September 2, 2005 – Two days after making landfall, Katrina was front-and-center in the minds of anyone watching or listening to the news this day.

Hurricane Katrina was a large Category 5 Atlantic hurricane that caused over 1,800 deaths and $125 billion in damage in late August 2005, particularly in the city of New Orleans and the surrounding areas. It was at the time the costliest tropical cyclone on record and is now tied with 2017’s Hurricane Harvey. The storm was the twelfth tropical cyclone, the fifth hurricane, and the third major hurricane of the 2005 Atlantic hurricane season, as well as the fourth-most intense Atlantic hurricane on record to make landfall in the contiguous United States.

Those were the cold-hard facts. But the human toll, aside from the numbers of dead were the numbers of displaced and distraught. Whole neighborhoods vanished; swept away or reduced to shards and splinters – flood waters and seas of mud; nothing receding for days – stagnant water, stifling heat, no electricity – no food – stranded on rooftops, waiting for rescue.

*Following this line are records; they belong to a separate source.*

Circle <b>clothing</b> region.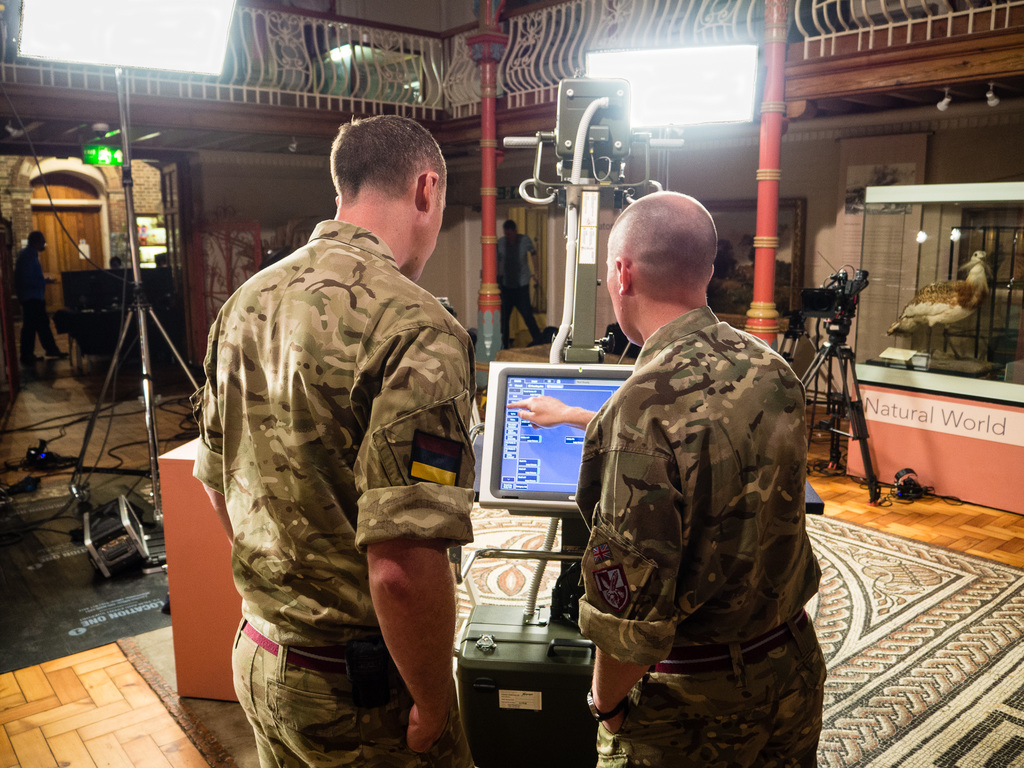
Region: bbox=[493, 225, 544, 348].
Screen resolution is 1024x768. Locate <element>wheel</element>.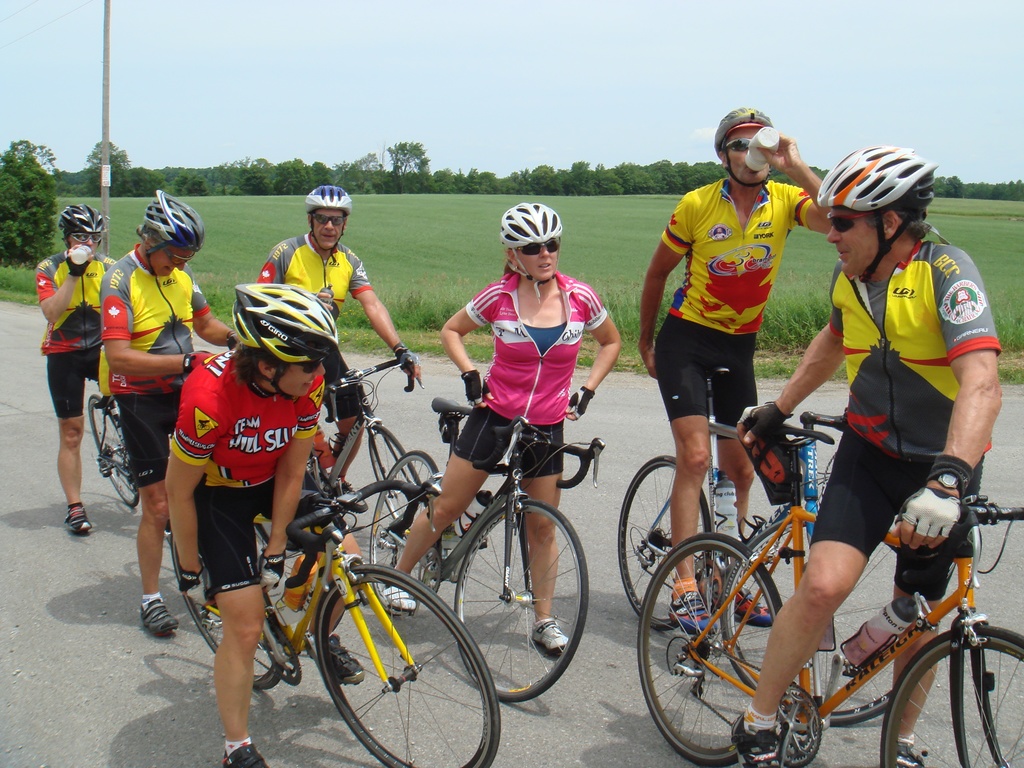
pyautogui.locateOnScreen(376, 454, 432, 603).
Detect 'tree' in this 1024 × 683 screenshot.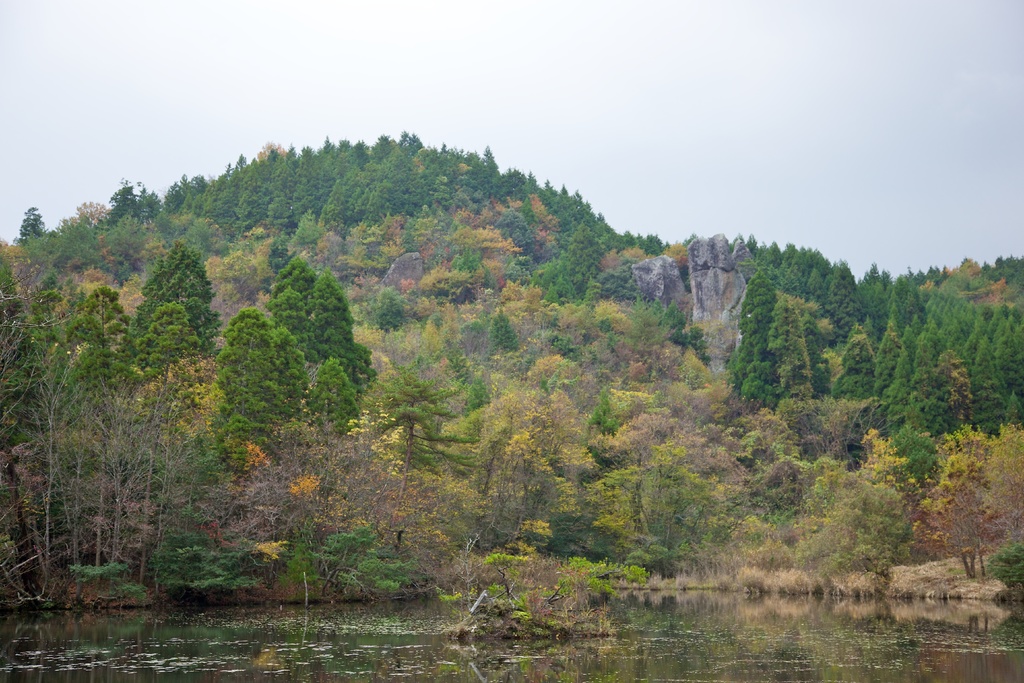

Katrina displaced over one million people from the central Gulf coast to elsewhere across the United States, becoming the largest diaspora in the history of the United States. Houston, Texas, had an increase of 35,000 people; Mobile, Alabama, gained over 24,000; Baton Rouge, Louisiana, over 15,000; and Hammond, Louisiana, received over 10,000, nearly doubling its size. Chicago, Illinois received over 6,000 people, the most of any non-southern city. By late January 2006, about 200,000 people were once again living in New Orleans, less than half of the pre-storm population. By July 1, 2006, when new population estimates were calculated by the U.S. Census Bureau, the state of Louisiana showed a population decline of 219,563 or 4.87%. Additionally, some insurance companies stopped insuring homeowners in the area because of the high costs from Hurricanes Katrina and Rita, or have raised homeowners’ insurance premiums to cover their risk.

And so it goes – and so it went, this September 2, 2005 as reported by CBS Radio.